Friction
Friction
I can’t be the only one struck by the commonalities between building sustainable businesses on the app store and NSA spying. Or my moving to Taiwan.
(Forgive me one more meta-ish post; I’m still a bit jet-lagged).
First the app store: the inability to monetize existing customers is a primary reason why it’s difficult to build a sustainable business on apps alone. But there’s a second, more fundamental issue at play as well: the absence of friction in searching for, purchasing, downloading, and installing apps.
On one hand, this is a great thing, especially for users. Finding and installing apps is trivial, easily accomplished on the bus, on the couch, or on the can. And it’s great for developers, as a set; the ease with which apps are installed via app stores likely means exponentially more apps have been installed in the last five years than in the thirty-five years that preceded the App Store.
But, for individual developers, the benefits are much less clear cut. The friction of packaging an app, negotiating retail placement, and distribution in the pre-App Store days meant many fewer users ultimately purchased apps (the web solved the distribution challenge, but none of the marketing and installation ones). However, if you did build one of the apps that were widely available for purchase, you also had many fewer competitors.
Before the app store, initial success was hard, but once achieved, a sustainable business almost certainly resulted. On app stores, success is much easier, but sustainability is that much more elusive. Any changes that Apple, Google, or any other platform owner makes to enable more sustainable businesses on the app store will only go so far in alleviating this economic reality.
Friction was the foundation of sustainability, and now friction is gone.
NSA revelations continue to dominate Techmeme , weeks after the initial Guardian story about Verizon collecting records on every call on its network.
David Simon, of The Wire fame, wasn’t that impressed with the Verizon revelations:
Having labored as a police reporter in the days before the Patriot Act, I can assure all there has always been a stage before the wiretap, a preliminary process involving the capture, retention and analysis of raw data. It has been so for decades now in this country. The only thing new here, from a legal standpoint, is the scale on which the FBI and NSA are apparently attempting to cull anti-terrorism leads from that data. But the legal and moral principles? Same old stuff.
Allow for a comparable example, dating to the early 1980s in a place called Baltimore, Maryland.
The example involves pay phones and pagers, and the collection of metadata surrounding calls, but not the calls themselves. To requote Simon:
The only thing new here, from a legal standpoint, is the scale on which the FBI and NSA are apparently attempting to cull anti-terrorism leads from that data.
Let’s say Simon is right, and was universally acknowledged as such; I bet the outrage would persist. The problem is the lack of friction.
In Baltimore, those detectives had to identify the relevant pay phones, install a dialed-number recorder on each pay phone, clone the pagers, and even then they often didn’t know who the drug dealers were.
Things are much easier today; global communications is largely routed through a few key backbone and service providers, many of which are located in the US. It’s arguably easier to collect the call records of everyone on the planet – and identify them – than it was to collect the records and identities of those Baltimore drug dealers.
One could argue that friction was the foundation of our privacy, and now friction is gone.
I am typing this in Taiwan, rushing to finish in time for the West Coast AM Twitter rush.

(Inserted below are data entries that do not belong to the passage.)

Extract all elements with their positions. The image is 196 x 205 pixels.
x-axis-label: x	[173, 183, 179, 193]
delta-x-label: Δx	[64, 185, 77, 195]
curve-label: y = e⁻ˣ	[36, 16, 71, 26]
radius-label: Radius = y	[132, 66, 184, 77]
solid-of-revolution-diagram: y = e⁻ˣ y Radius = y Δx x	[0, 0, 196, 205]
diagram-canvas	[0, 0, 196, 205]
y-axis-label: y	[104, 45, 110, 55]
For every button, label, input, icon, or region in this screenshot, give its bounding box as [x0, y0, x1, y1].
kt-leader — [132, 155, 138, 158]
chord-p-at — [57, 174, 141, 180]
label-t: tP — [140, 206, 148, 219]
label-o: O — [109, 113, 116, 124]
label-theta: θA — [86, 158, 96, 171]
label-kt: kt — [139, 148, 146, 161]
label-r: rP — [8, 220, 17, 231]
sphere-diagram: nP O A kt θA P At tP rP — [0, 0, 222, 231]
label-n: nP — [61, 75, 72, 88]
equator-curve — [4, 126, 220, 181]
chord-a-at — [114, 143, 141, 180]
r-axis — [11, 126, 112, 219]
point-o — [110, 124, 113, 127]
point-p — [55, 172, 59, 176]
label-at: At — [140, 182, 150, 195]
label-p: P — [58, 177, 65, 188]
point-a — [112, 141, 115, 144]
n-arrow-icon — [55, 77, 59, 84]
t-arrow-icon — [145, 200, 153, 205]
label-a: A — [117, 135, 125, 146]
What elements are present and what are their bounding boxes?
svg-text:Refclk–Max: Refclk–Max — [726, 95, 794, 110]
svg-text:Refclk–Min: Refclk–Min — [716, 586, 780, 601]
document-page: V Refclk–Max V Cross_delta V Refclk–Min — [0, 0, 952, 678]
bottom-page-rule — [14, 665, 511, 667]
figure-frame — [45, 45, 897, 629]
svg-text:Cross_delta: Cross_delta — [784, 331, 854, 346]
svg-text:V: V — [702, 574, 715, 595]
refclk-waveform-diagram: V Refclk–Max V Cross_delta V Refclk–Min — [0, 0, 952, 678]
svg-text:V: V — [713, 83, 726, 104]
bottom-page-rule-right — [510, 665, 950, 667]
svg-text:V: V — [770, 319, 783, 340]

I know that when I press “Post” people from all over the world will read the words I wrote just seconds earlier. Soon, I’ll start work with a company that is entirely virtual, allowing me to live anywhere I want.
The Internet has removed the friction of time and place, and I am benefitting greatly.
Of course it cuts the other way; I grew up in the Midwest, which means this isn’t my first exposure to the intersection of work and geographic independence. Usually it’s the jobs that move, while the workers are left behind.
Friction was the foundation of our job market, and now friction is gone.
This blog will soon return to the more concrete world of high-tech strategy, value chains, and app store economics, but underlying everything is the seismic change that is only just beginning: if there is a single phrase that describes the effect of the Internet, it is the elimination of friction.
With the loss of friction, there is necessarily the loss of everything built on friction, including value, privacy, and livelihoods. And that’s only three examples! The Internet is pulling out the foundations of nearly every institution and social more that our society is built upon.
Count me with those who believe the Internet is on par with the industrial revolution, the full impact of which stretched over centuries . And it wasn’t all good. Like today, the industrial revolution included a period of time that saw many lose their jobs and a massive surge in inequality. It also lifted millions of others out of sustenance farming. Then again, it also propagated slavery, particularly in North America. The industrial revolution led to new monetary systems, and it created robber barons. Modern democracies sprouted from the industrial revolution, and so did fascism and communism. The quality of life of millions and millions was unimaginably improved, and millions and millions died in two unimaginably terrible wars.
Change is guaranteed, but the type of change is not; never is that more true than today. See, friction makes everything harder, both the good we can do, but also the unimaginably terrible. In our zeal to reduce friction and our eagerness to celebrate the good, we ought not lose sight of the potential bad.
We are creating the future, and “better” does not win by default.